Parlare, by Halifax artist Tonia Di Risio, is a photo/video installation consisting of a massive assemblage of individually framed and layered photographs and a video monitor embedded in an opposite wall. The wall of photographs consists of black-and white passport photographs of Italian women and details of domestic items, such as furniture and fabric, interspersed with images of the artist. The video monitor displays the artist in close-up as she attempts to pronounce Italian verbs. As a third-generation Italian-Canadian woman, Di Risio is compelled to confront her alienation from her ethnicity and the challenges of forging meaningful relationships with her female relatives through the barriers of language, culture, religion and conflicting perceptions of the role of women. Beneath a veneer of neutrality, the artist¹s frustration at the difficulty of her task is expressed through the laboured repetition of "to know, to tell, to seek, to live, to want, to lose, to ask, to recognize, to choose, to need ...". The integration of the artist¹s portrait within he wall of photos demonstrates Di Risio¹s imperative to create a place for herself which reconciles her cultural heritage with her personal experience. The desire to find her voice is literally manifested through the incantation "to speak, to know, to be ...".

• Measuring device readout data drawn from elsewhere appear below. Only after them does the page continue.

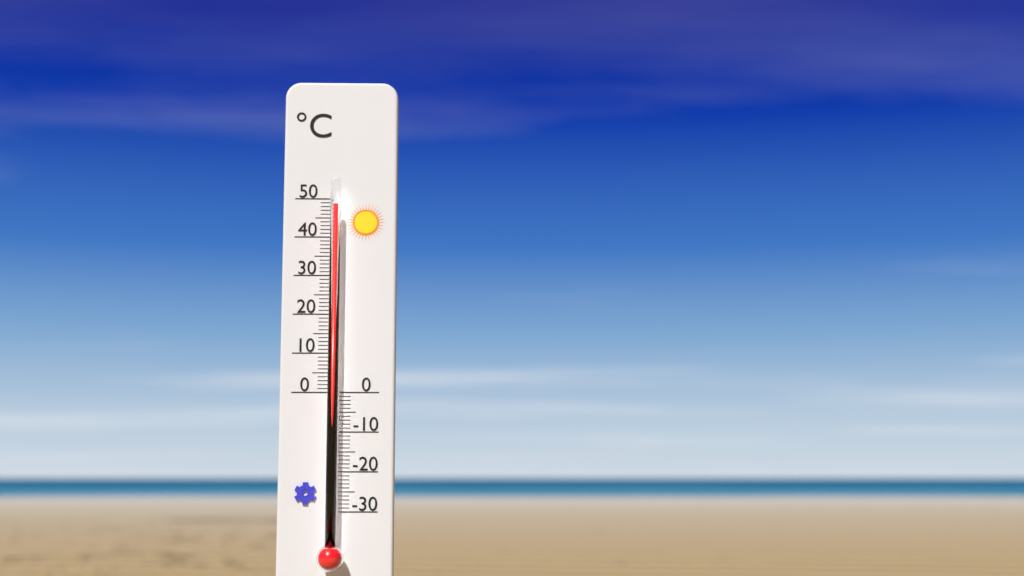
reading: 48 °C
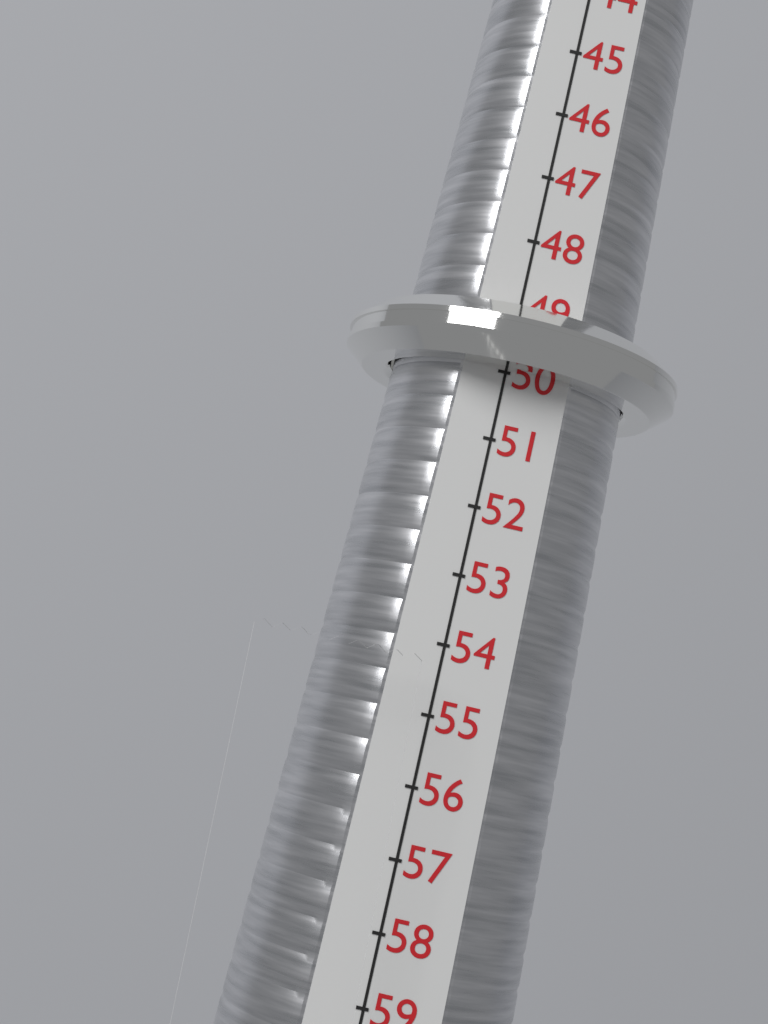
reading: 50 (no unit)
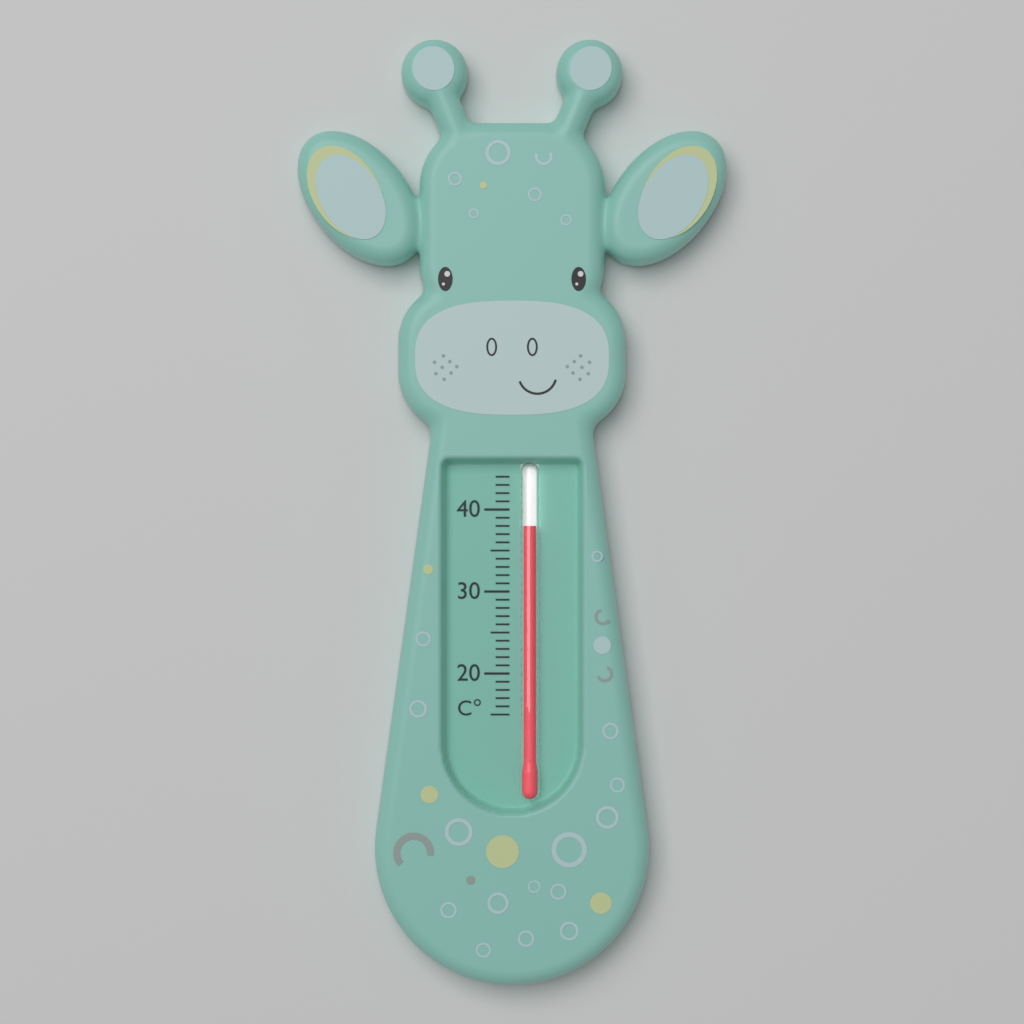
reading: 38 °C
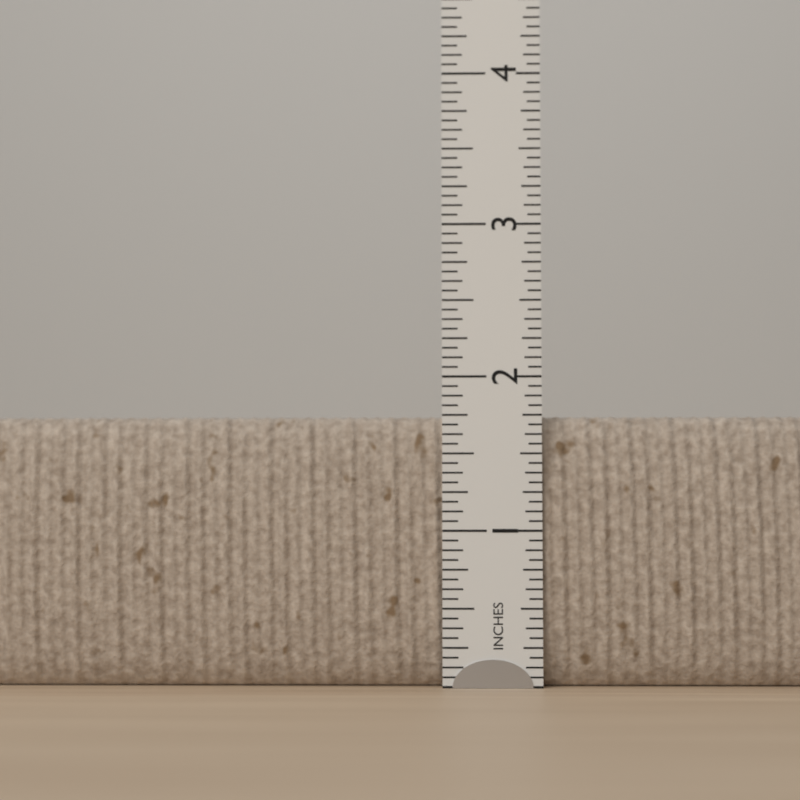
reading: 1.7500 in
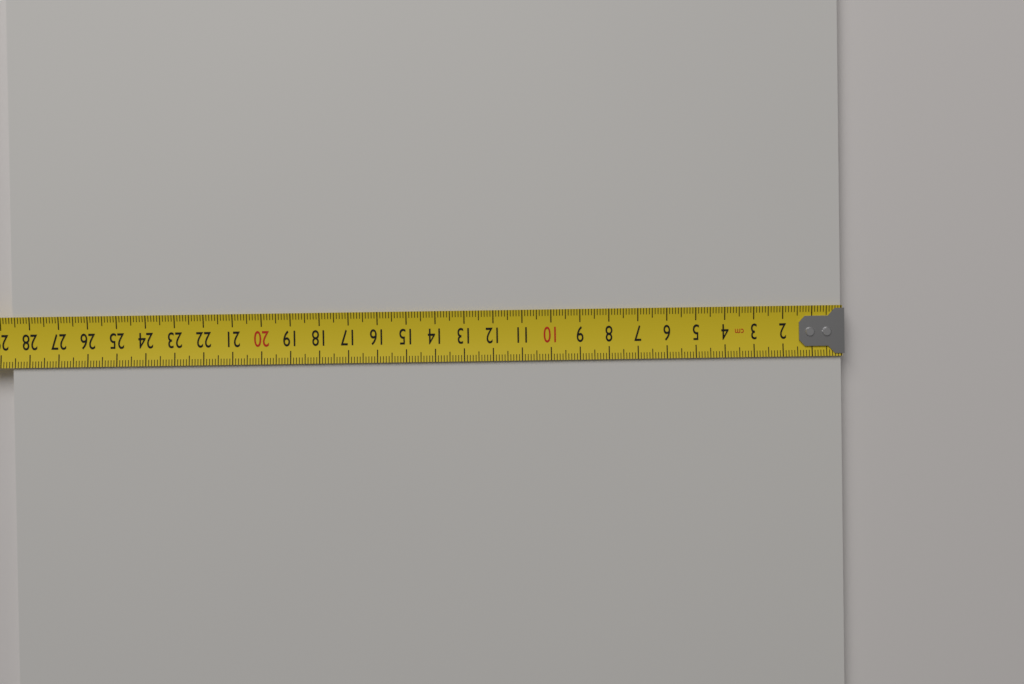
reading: 28.6 cm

While addiction is widely acknowledged to be an overwhelming compulsion contrary to one¹s conscious wishes, the four artists featured in Rare (Ad)diction wrest from the involuntary dimension of addiction the tools for social critique. With intelligence, humour and insight, Julie Arnold, Tonia Di Risio, Susan Kealey and Luis Molina-Pantin willingly engage in obsessive documentation, re-presenting various artifacts to speak of their personal, social and political concerns. Claiming "addiction" as a tool of autonomy, agency and control, these artists redefine meaning.